Hubris

HUBRIS, a group exhibition orchestrated by curatorial collection The Pond opened May 2 at the Hyde Park Art Center. The Pond showcased arrangements of artwork combining emerging and established local national and international artists around a central theme of idea. Through paintings, drawings, sculptures and videos, the artists of HUBRIS boldly imagined a fantastic world, inscribed shared systems and cultural artifacts with individualized meanings and invested aesthetic inquiry with humanity.

Amanda Browder (Chicago, IL) skewed expected physical interaction in her fabric and found object installations. A heroic image of the artist in envisioned in the video and sculpture by Justin Bursk (Philadelphia, PA). Subtle, rainbow hued geometrics abstraction by Michelle Grabner (Oak Park. IL) re-acquainted the modern world with a “good news” morality. Daniel Johnston (Houston, TX) rewrote popular fictions in his superhero drawings, and Marc LeBlanc (Chicago, IL) synergized power from New Age talismans in his art objects. Leslie Lerner (Sarasota, FL) fused rococo with modern accompanying photographs by Adia Millett (New York, NY). The action figure videos and drawings by Beatriz Monteavaro (Miami, FL) revised contemporary comic fables, while Kay Rosen (Gary, IN) challenged painting, signage, syntax and diction by rigorously restructuring the function, character and personality of the alphabet. Finally, Wayne White (Los Angeles, CA) literally inserted bold, monumental text into thrift store lithographs of landscapes.

These artists exemplified that art can be the space to responsibly imagine new ways of responding to an unruly and morally ambiguous world. HUBRIS maintained that engaged creative practice is an essential and innate function of humanity.

  • May 2, 2004 – June 12, 2004
  • The Del Prado

HUBRIS

Featured Artists

Amanda Browder, Justin Bursk, Michelle Grabner, Daniel Johnston, Marc LeBlanc, Leslie Lerner, Adia Millett, Beatriz Monteavaro, Kay Rosen, and Wayne White.

About The Pond

For the past two years, the members of the The Pond organized group exhibitions in a storefront gallery in Chicago’s Westtown area. The Pond championed issues such as the artists’ intentionality, the art objects’ autonomy and the vitality of discourse that surround making and viewing art.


INSTRUCTIONS TO FOLLOW:
Records follow. Print exactly the lines from the one that has "Find 'clothing'." through the one that has "How large is poster and where is it?", inclusive, and omit the pictures.

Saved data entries
————————
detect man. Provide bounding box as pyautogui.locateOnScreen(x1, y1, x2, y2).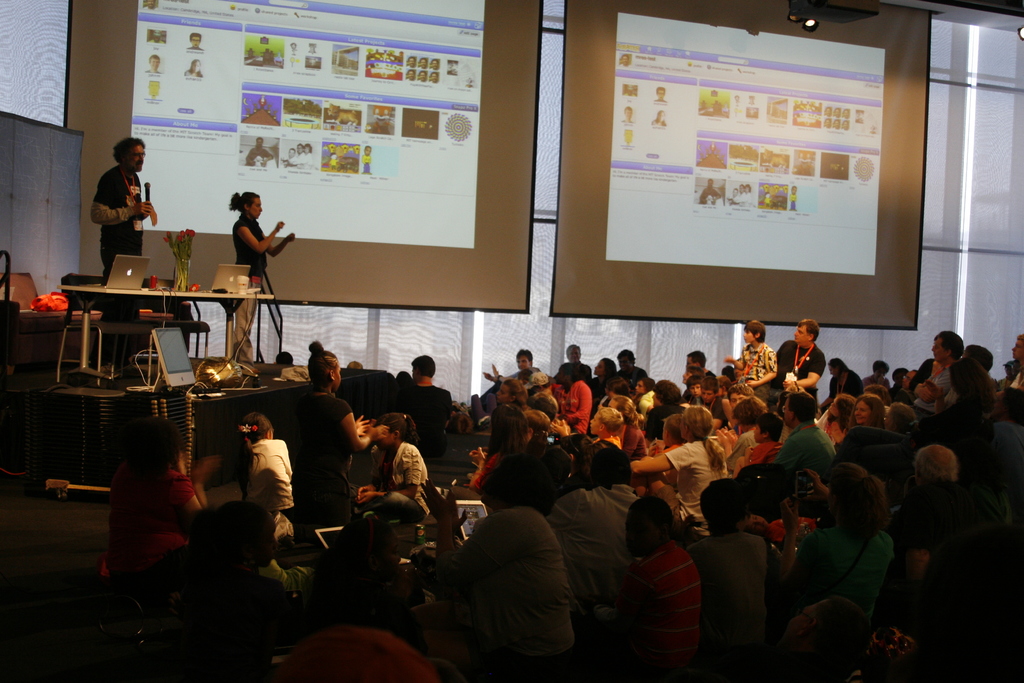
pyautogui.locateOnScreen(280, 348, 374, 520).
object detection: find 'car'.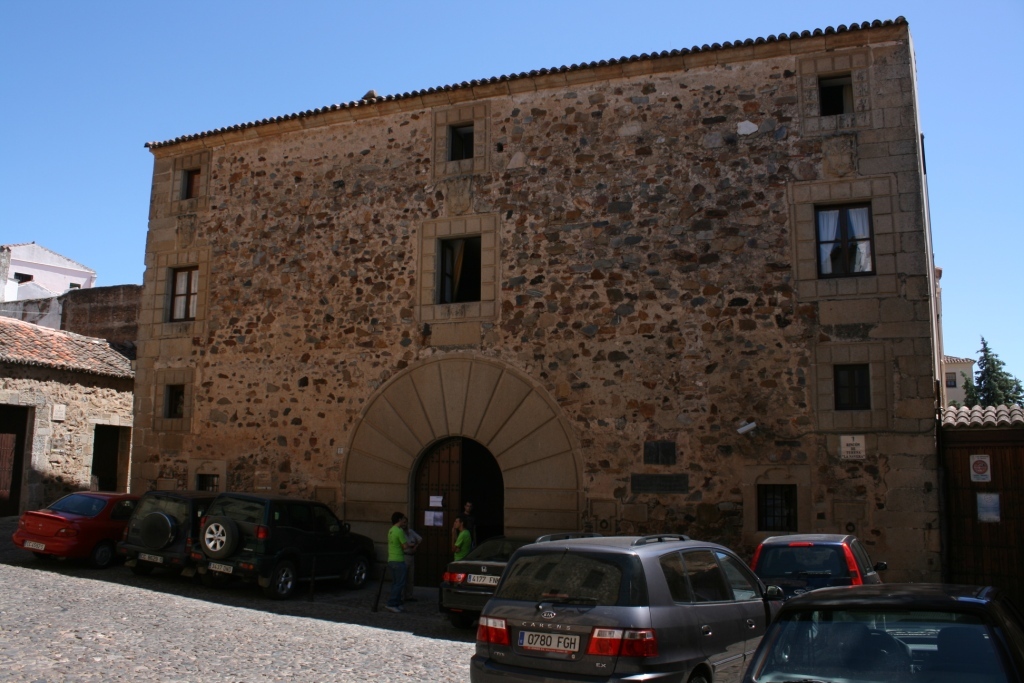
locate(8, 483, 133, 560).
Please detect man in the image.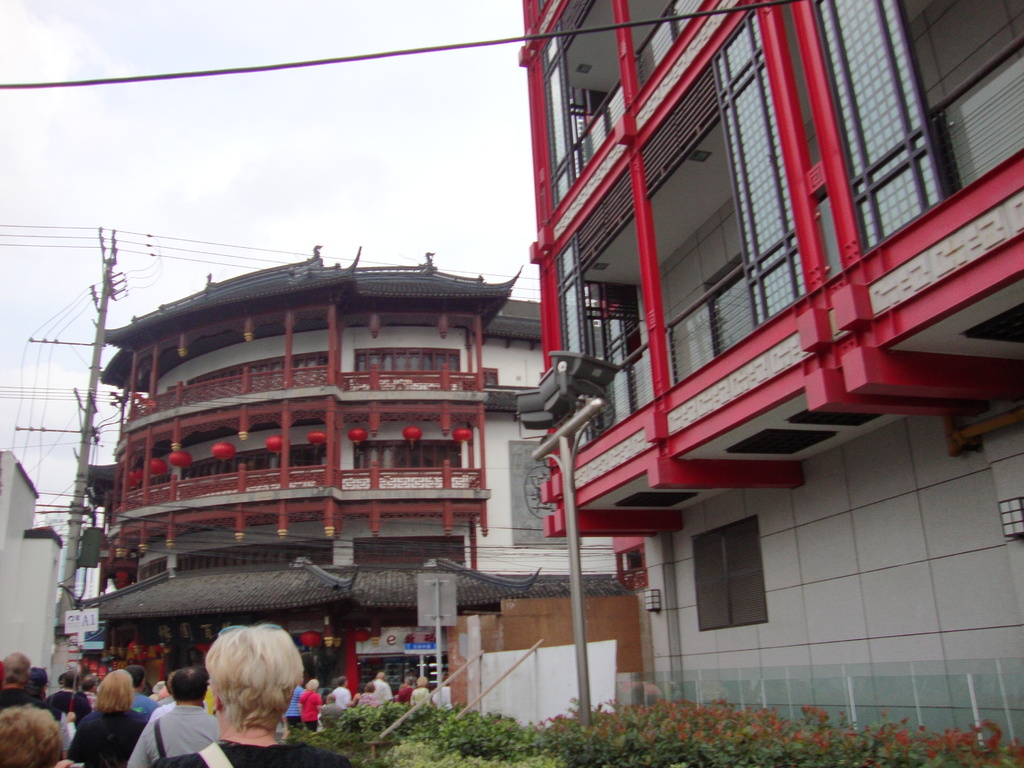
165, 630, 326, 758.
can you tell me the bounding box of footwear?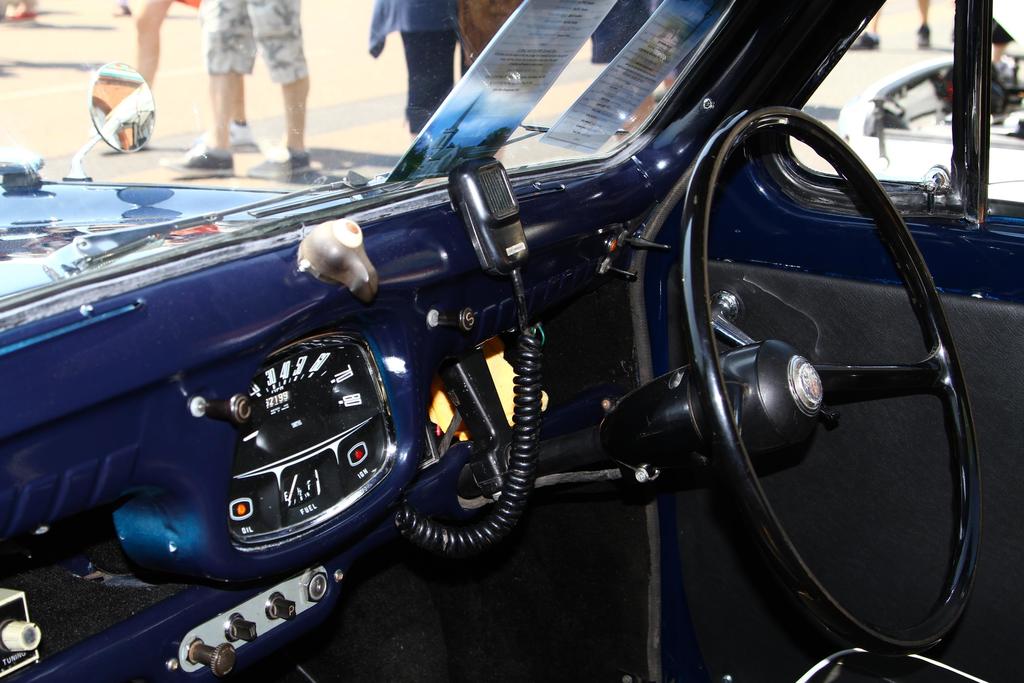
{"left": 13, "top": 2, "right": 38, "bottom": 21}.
————————
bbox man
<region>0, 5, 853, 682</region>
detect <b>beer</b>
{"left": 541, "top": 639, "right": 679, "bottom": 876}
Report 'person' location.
————————
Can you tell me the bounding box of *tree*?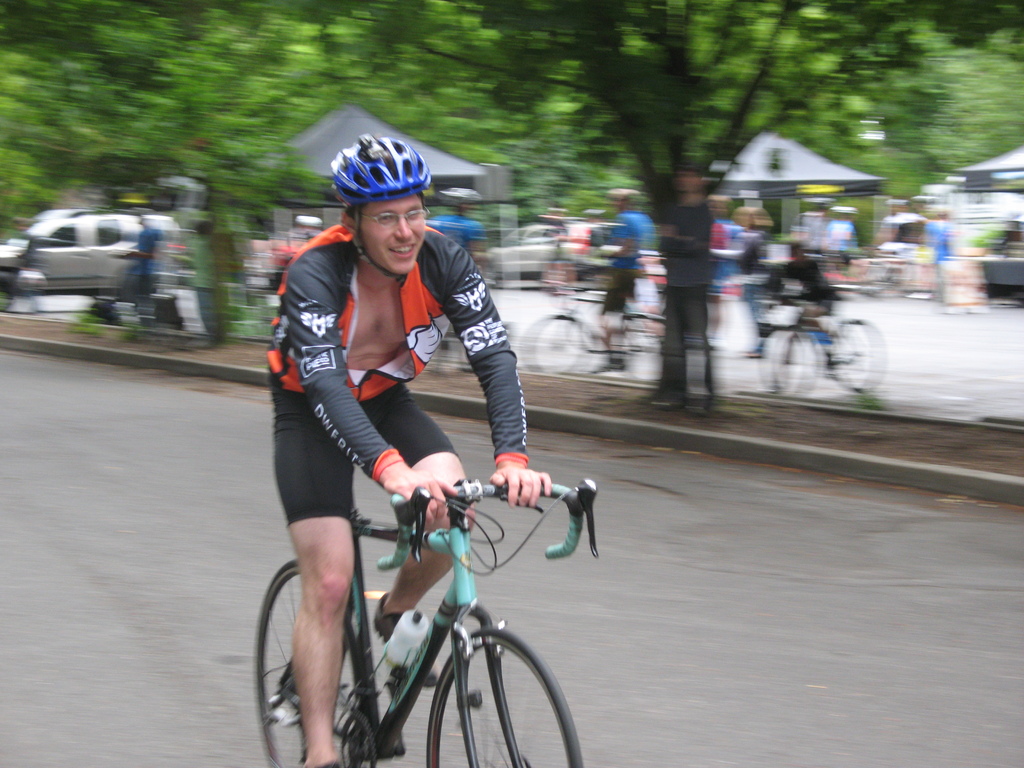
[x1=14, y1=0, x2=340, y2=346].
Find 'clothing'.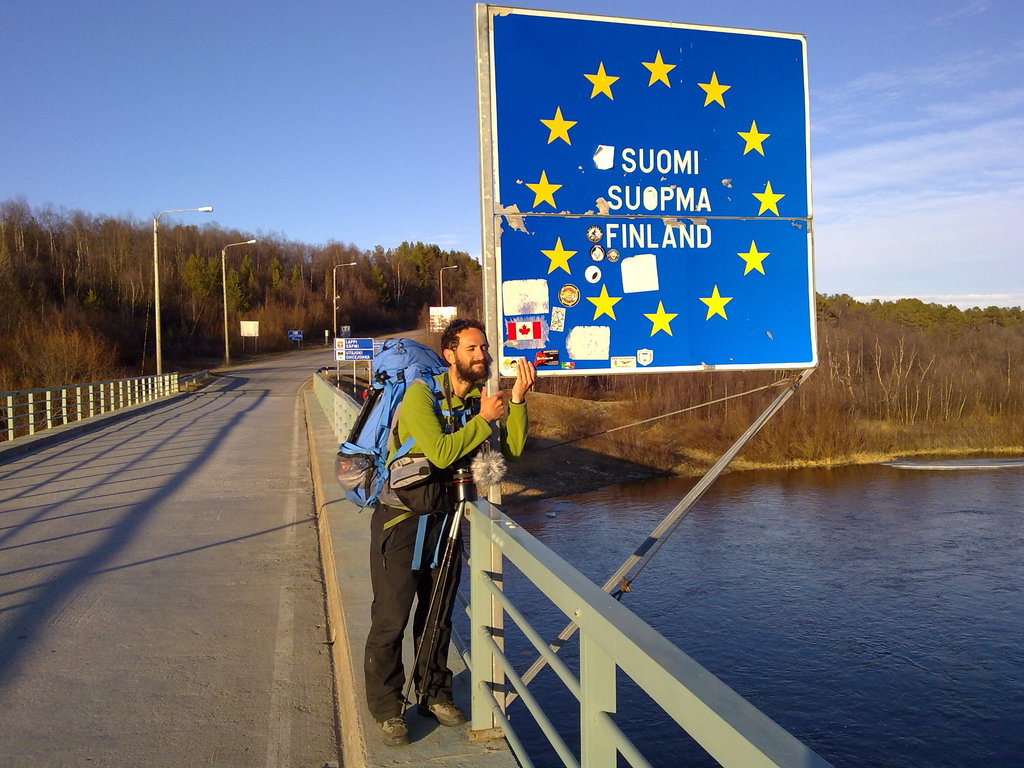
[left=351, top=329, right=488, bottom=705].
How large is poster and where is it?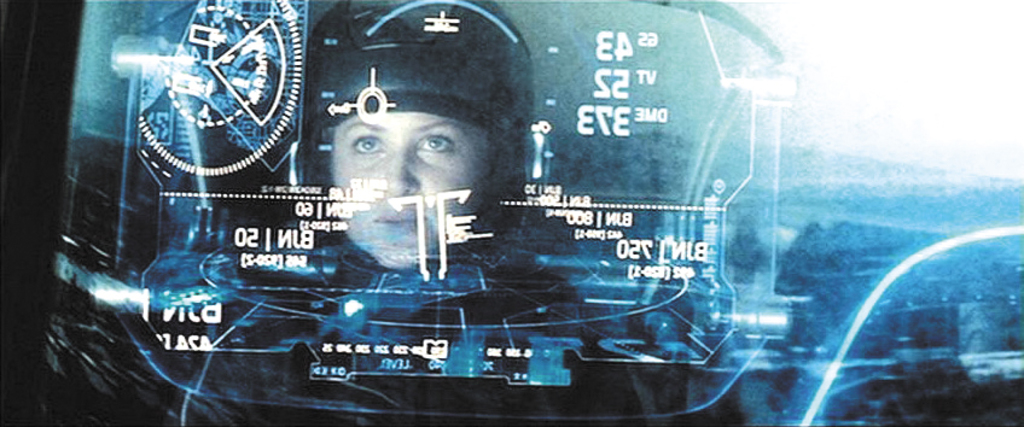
————————
ANSWER BOX:
Find 'clothing'.
[left=351, top=329, right=488, bottom=705].
How large is poster and where is it?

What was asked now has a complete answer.